His book "Readings in Database Systems" 4th edition http://www.amazon.com/Readings-Database-Systems-Joseph-Helle...
fsaintjacques
This course reading contains a lot of information too: http://www.cs286.net/home/reading-list
turingbook
The link can not be opened. Any mistake?
binarymax
Keep in mind this book is really just a large collection of core papers. If you are looking for something more structured as a how-to of developing DBs this is useful as a reference but not the best introduction.
nimrody
Could you recommend something more appropriate for someone who would like to explore the world of database implementations?
neilc
"Architecture of Database Systems" by Hellerstein, Stonebraker, and Hamilton is a pretty good starting place: http://db.cs.berkeley.edu/papers/fntdb07-architecture.pdf
nextos
I like Silberchatz et al. Pretty rigorous but practical:

http://codex.cs.yale.edu/avi/db-book/db6/slide-dir/

AlisdairO
For an overview of basic concepts in DB implementation, I quite like Database Systems: The Complete Book (By Widom I think...). You could do a lot worse than An Introduction to Database Systems (CJ Date), although many dislike his opinionated style :-).

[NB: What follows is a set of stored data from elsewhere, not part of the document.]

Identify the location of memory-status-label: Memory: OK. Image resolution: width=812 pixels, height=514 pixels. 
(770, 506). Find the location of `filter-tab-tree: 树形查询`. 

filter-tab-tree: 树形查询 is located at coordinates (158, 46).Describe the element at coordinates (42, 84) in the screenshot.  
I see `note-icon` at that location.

If you're talking about actually implementing a full transactional database system, strong foundational books are:

Transaction Processing: Concepts and Techniques (Gray and Reuter)

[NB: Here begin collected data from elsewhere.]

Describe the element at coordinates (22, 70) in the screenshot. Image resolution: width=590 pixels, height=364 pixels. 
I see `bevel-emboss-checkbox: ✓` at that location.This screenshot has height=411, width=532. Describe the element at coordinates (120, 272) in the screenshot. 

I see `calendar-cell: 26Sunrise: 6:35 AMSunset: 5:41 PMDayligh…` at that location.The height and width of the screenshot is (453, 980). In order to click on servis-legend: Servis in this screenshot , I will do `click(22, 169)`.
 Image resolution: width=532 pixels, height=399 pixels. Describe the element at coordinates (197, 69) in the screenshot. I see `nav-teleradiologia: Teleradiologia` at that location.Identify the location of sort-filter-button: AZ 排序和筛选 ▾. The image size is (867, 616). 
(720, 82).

Transactional Information Systems: Theory, Algorithms, and the Practice of Concurrency Control and Recovery (Vossen and Weikum)

Neither are exactly easy reading, but the concepts therein are really important.

timtadh
+1 on all of those books. If you are interested in multi-dimensional indices (R-Trees, M-Trees, and many more exotic ones). You should checkout "Foundations of Multidimensional and Metric Data Structures" by Hanan Samet. Very comprehensive! "Database Systems: The Complete Book" is fantastic (pick up the previous version it is cheaper!) but it only touches on multidimensional indexing.

Also if you are interested in B-Trees start with "The Ubiquitous B-Tree" by Comer. [ http://dx.doi.org/10.1145/356770.356776 ].

Actually 4th edition (2005, 877pp) link at amz is: http://www.amazon.com/Readings-Database-Systems-Joseph-Helle...

Doesn't seem to be selling like Harry Potter. ...and must be considered a text book, since Amz is only allowing 10% off the $60 cover price.